Thursday, October 23, 2014

Just One Year

Click here to read my thoughts on the first book in this set, Just One Day.

I have one thing I must set straight before I proceed: I don't like the cover to this book. Gayle Forman's book covers tend to be nice-looking, but this one doesn't make sense. Besides the fact that I feel odd with a book that has two people kissing on the front (what is this? a dime store romance?), the picture doesn't match. Willem doesn't look like that. And Allyson isn't dressed like that. Just to get that out of the way.


As I mentioned last week, I enjoy Gayle Forman's writing and I enjoyed Just One Day. Now here is where I stand with its sequel, Just One Year. If I had read them with more space in between, I might have been tempted to compare them, to say which one I liked more. But I think the way I read them, one after the other, is the way that makes most sense: these are companion stories. Given that they cover the same timeline, that statement is more true than it is for many other books that come in pairs. The first third of Just One Day sets the stage for both these books and they both move on from there, complementing each other as they go over events that are both different and exactly the same. 

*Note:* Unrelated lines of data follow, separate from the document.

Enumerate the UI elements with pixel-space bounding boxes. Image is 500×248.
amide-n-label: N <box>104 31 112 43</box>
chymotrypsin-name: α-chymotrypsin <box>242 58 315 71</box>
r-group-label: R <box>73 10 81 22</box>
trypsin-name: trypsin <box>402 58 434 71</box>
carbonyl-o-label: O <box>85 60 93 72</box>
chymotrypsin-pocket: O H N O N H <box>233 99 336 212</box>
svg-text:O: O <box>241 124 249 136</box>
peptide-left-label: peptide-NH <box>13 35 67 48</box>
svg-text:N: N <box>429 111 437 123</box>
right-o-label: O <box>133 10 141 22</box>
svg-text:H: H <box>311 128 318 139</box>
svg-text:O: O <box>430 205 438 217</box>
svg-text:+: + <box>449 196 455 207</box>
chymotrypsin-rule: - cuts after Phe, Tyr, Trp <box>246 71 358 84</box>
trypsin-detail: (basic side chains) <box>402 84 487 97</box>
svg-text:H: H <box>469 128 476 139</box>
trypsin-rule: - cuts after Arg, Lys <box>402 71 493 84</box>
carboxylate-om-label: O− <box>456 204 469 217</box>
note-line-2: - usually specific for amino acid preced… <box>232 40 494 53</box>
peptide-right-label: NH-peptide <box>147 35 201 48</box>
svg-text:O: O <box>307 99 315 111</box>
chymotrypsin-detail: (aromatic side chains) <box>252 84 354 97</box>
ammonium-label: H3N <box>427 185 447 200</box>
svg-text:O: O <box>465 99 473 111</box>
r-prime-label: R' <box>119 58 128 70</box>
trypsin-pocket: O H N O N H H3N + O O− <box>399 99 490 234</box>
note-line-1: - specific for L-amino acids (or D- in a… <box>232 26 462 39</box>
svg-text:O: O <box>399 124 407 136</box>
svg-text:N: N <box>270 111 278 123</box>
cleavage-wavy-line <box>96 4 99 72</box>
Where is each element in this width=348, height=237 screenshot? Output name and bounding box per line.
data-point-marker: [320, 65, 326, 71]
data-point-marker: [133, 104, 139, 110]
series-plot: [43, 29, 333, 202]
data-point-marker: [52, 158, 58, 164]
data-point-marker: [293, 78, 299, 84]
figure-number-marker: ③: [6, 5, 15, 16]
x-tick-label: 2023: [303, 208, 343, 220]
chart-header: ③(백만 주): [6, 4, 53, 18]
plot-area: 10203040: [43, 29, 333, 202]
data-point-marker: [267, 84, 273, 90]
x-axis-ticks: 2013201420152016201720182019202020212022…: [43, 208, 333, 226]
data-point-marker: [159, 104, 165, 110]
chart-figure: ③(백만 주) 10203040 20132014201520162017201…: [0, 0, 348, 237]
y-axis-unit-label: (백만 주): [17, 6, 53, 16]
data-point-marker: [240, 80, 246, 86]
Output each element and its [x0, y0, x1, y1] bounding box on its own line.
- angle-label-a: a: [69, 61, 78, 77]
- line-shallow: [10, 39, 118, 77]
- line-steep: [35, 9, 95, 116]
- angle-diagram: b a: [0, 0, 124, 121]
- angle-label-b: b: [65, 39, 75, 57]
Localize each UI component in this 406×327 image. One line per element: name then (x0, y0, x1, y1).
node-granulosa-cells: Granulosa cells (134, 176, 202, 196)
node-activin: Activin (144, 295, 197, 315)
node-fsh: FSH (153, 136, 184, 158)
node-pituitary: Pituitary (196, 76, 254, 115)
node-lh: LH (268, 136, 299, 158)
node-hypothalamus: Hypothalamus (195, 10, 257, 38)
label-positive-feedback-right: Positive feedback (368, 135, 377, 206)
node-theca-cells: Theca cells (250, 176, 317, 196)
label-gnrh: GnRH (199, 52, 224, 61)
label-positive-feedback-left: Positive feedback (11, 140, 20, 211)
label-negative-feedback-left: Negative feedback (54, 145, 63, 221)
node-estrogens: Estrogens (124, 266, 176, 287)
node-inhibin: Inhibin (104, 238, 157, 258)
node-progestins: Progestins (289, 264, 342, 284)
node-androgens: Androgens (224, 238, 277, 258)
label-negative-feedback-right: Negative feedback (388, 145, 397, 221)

There are many of the same themes in this second book, themes about identity and projected identities. There is more about travel. But there is also quite a bit about loss and the aftermath of grief. The themes about family and friends are still in here--but they're a little different because they're applying to different characters in different situations. 

I keep on thinking about the "time is fluid" concept. That's how I feel when I'm reading these books. I forget what time it is. I forget where I am. I forget that these are books, characters. I feel like the months of their lives are a single moment, a single moment traveling away from and toward something, the same thing: resolution. Both books are about a single moment that sparks a journey toward resolution. It's the journey, really, that matters, but the resolution (that is, the love story part) is what helps make it enticing and come to a satisfying ending.

Well, sort of a satisfying ending. I am only satisfied by this ending because I know that tomorrow I will read the ebook novella that finishes off the story. Given the way that these two books work as a pair, it seems fitting for them to end with just one last moment, one last picture.